If the gruesome Trump nightmare proved anything, it is that the era of Democratic capitulation and surrender must meet a violent death. It's deeply disturbing that tens of millions of Americans voted for a tyrannical buffoon not once, but twice. It is no less disturbing that in years recent enough for living people to describe, the majority of Americans supported the state-sponsored terrorism of Jim Crow, the societal assault against LGBT citizens and the nationwide subjugation of women. One can imagine the political paralysis that would have frozen the entire country had the leaders of the civil rights movement, gay rights movement and feminist movement continually clutched their chests and cried over the popularity and monstrosity of their opposition.

It is also important to remember that much of Trump's support is anomalous, a ghastly outgrowth of his unique personality. A boilerplate Republican is unlikely to arouse cultist passion without Trump's strange brew of celebrity, media savvy, juvenile rebellion against social mores and con-man instinct.

The American people, by slim margins, are more sympathetic to progressive positions on health care, education, women's rights, criminal justice and the environment. It is our political system, with its antiquated methods of arbitration, regulations of democratic procedure and prioritization of empty acreage over human beings, that gives an advantage to the regressive forces of the right. Systems, like political parties, are also malleable.

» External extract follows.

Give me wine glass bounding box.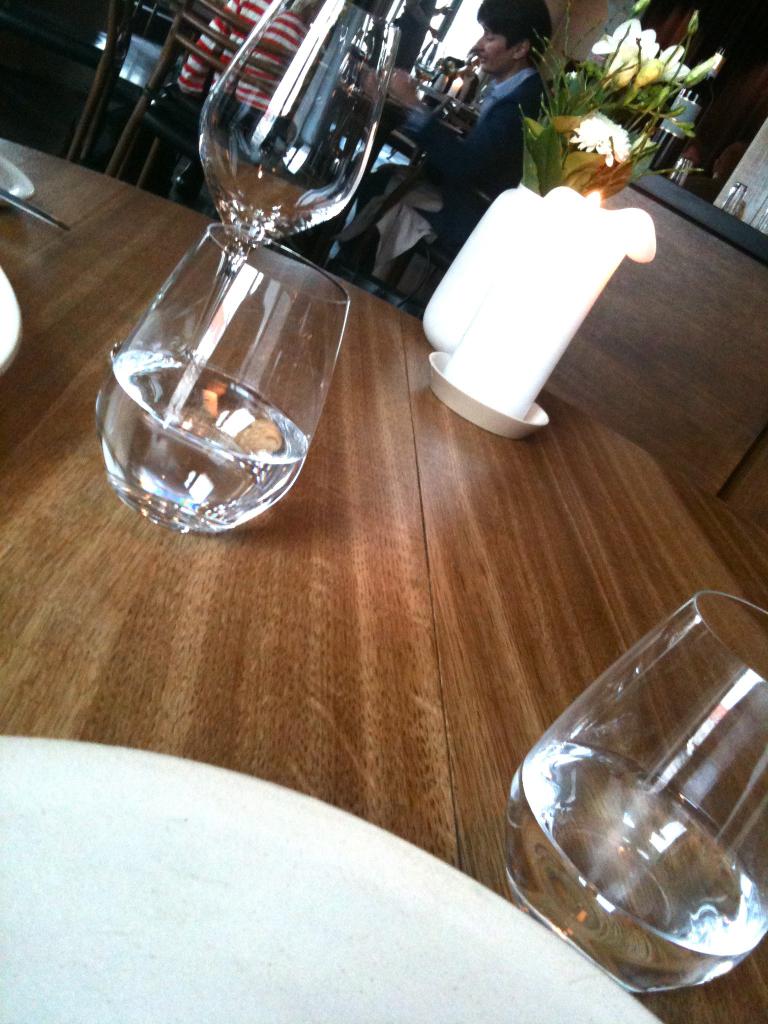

The Progressive movement of the early 20th century won many victories for equality and the advancement of democracy — most notably in the contemporary context, the direct election of U.S. senators.

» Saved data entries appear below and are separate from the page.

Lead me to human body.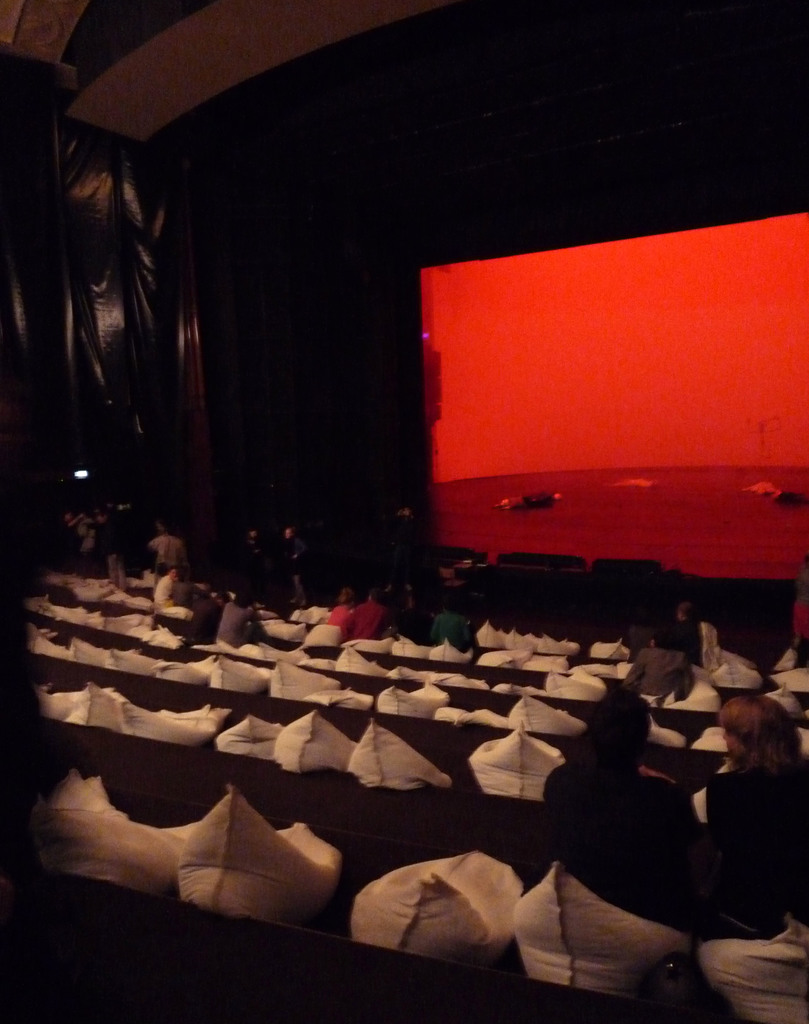
Lead to x1=620 y1=639 x2=696 y2=702.
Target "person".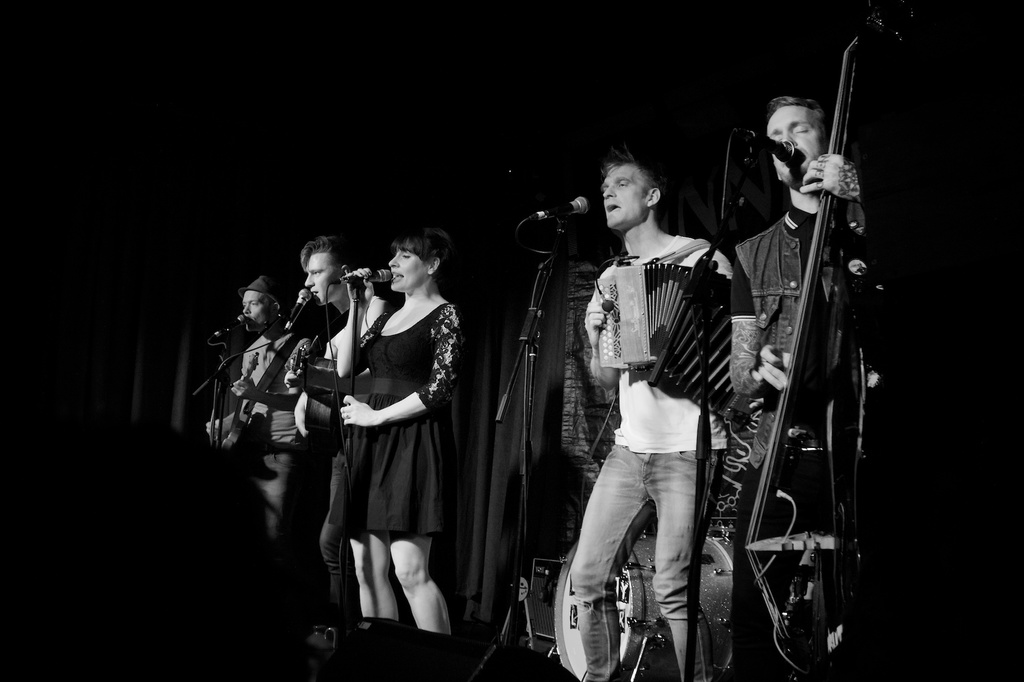
Target region: region(195, 259, 313, 553).
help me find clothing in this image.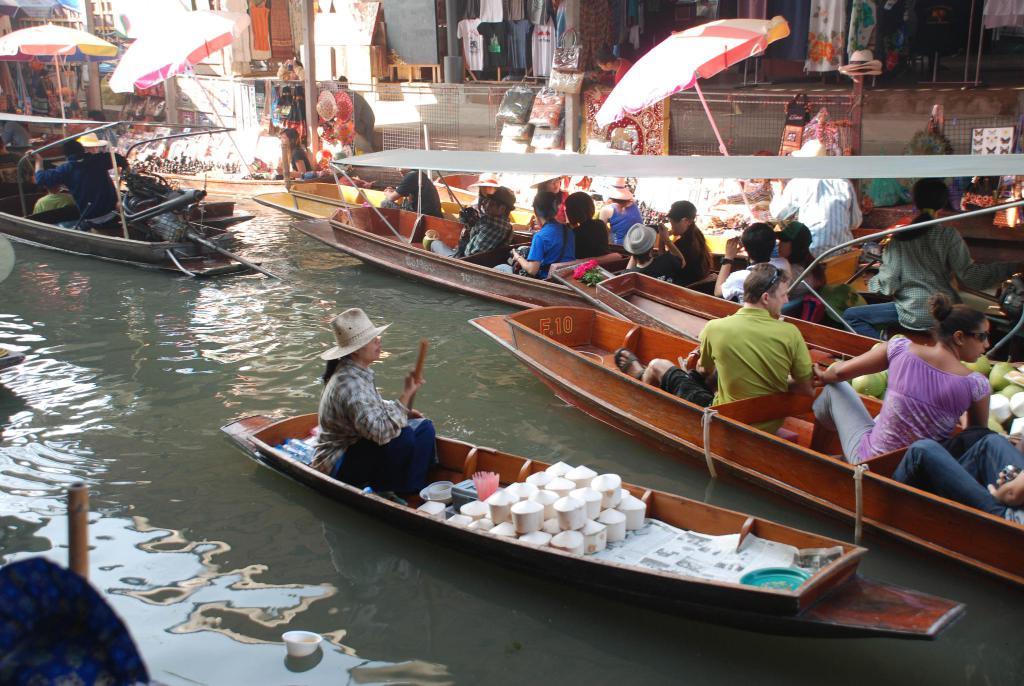
Found it: box(769, 168, 863, 267).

More than 60 percent of the American public supports the abolition of the Electoral College. Democrats must make the popular election of the president a major priority on their agenda, even if that initially requires building enough support and amplification that Republican officials realize they will politically suffer for their resistance. 

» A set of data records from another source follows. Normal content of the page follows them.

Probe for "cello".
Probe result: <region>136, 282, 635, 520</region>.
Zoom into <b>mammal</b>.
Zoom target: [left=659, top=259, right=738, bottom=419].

Many progressives are breaking out into cold sweats and reaching for anti-anxiety medication, because they fear that right-wing recapture of national power is right around the corner. The future of American politics is dependent upon Democratic navigation. If activists allow Biden and his advisers to take the helm without the application of organized pressure and influence, and permits them to adopt a "moderate" agenda, only softening the edges of the blunt instrument that is hammering down on the lives of poor people, the hopes of the working class and the life of the planet, then, yes, the far-right program that poses as worker-friendly will rise again out of the manure of racism and xenophobia. 

If Democrats, facing the insistence of an activist base, demonstrate the power of New Deal liberalism to materially benefit the lives of ordinary people, they can begin to remake American politics.

Steve Earle gave his speech about the necessity of political commitment as an introduction to his song, "Christmas in Washington."

"Come back Woody Guthrie," Earle sang with a crack in his voice, "So, come back Emma Goldman / Rise up old Joe Hill / The barricades are goin' up / They cannot break our will."

No one with any political awareness is likely to confuse Joe Biden and Kamala Harris with the heroes Earle invokes in his ballad, but a Democratic victory presents an opportunity for progressives and radicals to make demands, rather than simply settle for defending elementary rights against the abuses of an autocrat. 

The title of the song Earle played to close the show, sending his audience out into the street with an injection of urgency, contains an eternal truth that's critical to remember, and even recite, in an era of turbulence: "Time Has Come Today."


By David Masciotra

David Masciotra is the author of six books, including "Exurbia Now: The Battleground of American Democracy" and "I Am Somebody: Why Jesse Jackson Matters." He has written for the New Republic, Washington Monthly, CrimeReads, No Depression and many other publications about politics, music and literature.